Shayne Carter’s memoir is out and he did a great interview with Kim Hill on RNZ National last Saturday.  

It’s a proper personal story not boring rock n roll anecdote. He’s very self-aware.  

He has a great sense of realism about the fleeting fame and hit and miss nature of overseas rock glory, noting that two months after getting offers from big labels in the US, he was back in Dunedin at the DSW signing up for the dole and being mistaken for a rehabbing addict. Bummer.  

Can we trust the recall of egocentric ex-rockers?

Shayne told Kim:

"Most of the places I am the reliable witness, but that's in my mind as well with my own set of justifications. Whether other people see it that way I don't know but I'm not another person so I can only write what I felt and what I wanted to report, really. That's what happened, so that's what I wrote."

This brings to mind one of my all time favourite BSA complaints about a much earlier attempt to record NZ rock n roll history: the 2003 TV series Give it a Whirl by Richard Driver.

One episode included a claim that one musician had chucked an apple at Howard Morrison during a recording of pop show C'mon - which he denied.

The ruling says:

"A majority of the Authority is convinced that the apple incident, as recounted by X on Give It a Whirl , did not occur. In so finding, the majority also acknowledges that X may believe that his recollection was correct.

Whereas he acknowledged that nuances changed over time, Mr Moore did not accept that an “outrageous lie” could be shrugged off as the faulty memory of an “aging rocker”.

"The Authority also takes into account that the events occurred more than 30 years ago and the time lapse could well have had some impact on the memories of what TVNZ described as “these former stars”.

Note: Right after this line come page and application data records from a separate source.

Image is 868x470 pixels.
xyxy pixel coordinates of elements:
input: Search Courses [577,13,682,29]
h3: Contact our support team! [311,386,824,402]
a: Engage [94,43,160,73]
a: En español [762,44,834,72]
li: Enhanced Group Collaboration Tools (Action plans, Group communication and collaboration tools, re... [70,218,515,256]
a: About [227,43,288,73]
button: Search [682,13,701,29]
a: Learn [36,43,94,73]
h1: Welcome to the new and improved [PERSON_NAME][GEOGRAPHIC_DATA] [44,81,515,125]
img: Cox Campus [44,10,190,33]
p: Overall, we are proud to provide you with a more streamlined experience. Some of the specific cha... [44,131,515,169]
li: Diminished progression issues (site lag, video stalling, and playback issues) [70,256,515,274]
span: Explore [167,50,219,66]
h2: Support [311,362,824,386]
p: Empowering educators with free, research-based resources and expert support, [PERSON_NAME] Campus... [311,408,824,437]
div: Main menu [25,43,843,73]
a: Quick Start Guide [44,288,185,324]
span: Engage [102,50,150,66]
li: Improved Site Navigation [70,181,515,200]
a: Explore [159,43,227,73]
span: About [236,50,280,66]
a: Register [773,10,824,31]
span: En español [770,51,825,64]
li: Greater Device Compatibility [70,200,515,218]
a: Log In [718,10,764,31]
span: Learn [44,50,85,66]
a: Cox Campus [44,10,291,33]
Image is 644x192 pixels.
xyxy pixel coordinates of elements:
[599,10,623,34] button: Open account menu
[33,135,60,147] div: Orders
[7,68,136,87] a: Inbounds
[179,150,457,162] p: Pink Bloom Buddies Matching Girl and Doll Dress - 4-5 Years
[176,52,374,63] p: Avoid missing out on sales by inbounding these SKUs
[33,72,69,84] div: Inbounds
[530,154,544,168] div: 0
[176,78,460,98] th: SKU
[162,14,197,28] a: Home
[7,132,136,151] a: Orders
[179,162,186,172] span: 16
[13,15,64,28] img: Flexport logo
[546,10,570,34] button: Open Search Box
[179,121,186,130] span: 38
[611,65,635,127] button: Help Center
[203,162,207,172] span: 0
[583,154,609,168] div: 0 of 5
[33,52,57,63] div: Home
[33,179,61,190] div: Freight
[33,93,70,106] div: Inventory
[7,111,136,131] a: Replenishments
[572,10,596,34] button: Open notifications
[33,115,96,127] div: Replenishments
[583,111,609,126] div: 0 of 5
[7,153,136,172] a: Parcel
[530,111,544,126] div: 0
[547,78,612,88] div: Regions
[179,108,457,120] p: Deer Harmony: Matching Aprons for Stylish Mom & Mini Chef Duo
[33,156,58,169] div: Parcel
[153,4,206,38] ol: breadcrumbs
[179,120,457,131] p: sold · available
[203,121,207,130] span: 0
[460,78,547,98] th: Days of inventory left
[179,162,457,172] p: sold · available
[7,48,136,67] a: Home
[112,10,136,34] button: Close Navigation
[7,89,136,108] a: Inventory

Finally, in her just released memoir-type RNZ podcast series, Sportsman of the Year, singer-songwriter Jan Helriegal also a great sense of perspective the ‘sliding doors’ randomness of rock success and failure. 

Check out the episode called Neptune for that. 

On the latest episode posted just this morning is called So Happy - and she goes out playing the some of the same name which is all about being content.

Taking the learnings from social media  

I got a lesson in social media engagement last weekend.

On Mediawatch, we tackled three big issues: the Herald’s paywall going up; threats to press freedom in New Zealand and political journalists sidetracked by trivial stories fed to the opposition.

I dutifully tweeted each story after they were broadcast on Sunday morning but they didn’t exactly go viral.

However, when I spotted a startling typo in the online version of a Stuff profile of Newshub’s Mike McRoberts, it was different story:

But bointing out other people’s slip-ups is a fraught business. There but for the grace of God . . .

Ironically all those mistakes were in a piece about ‘premium journalism’. Oops.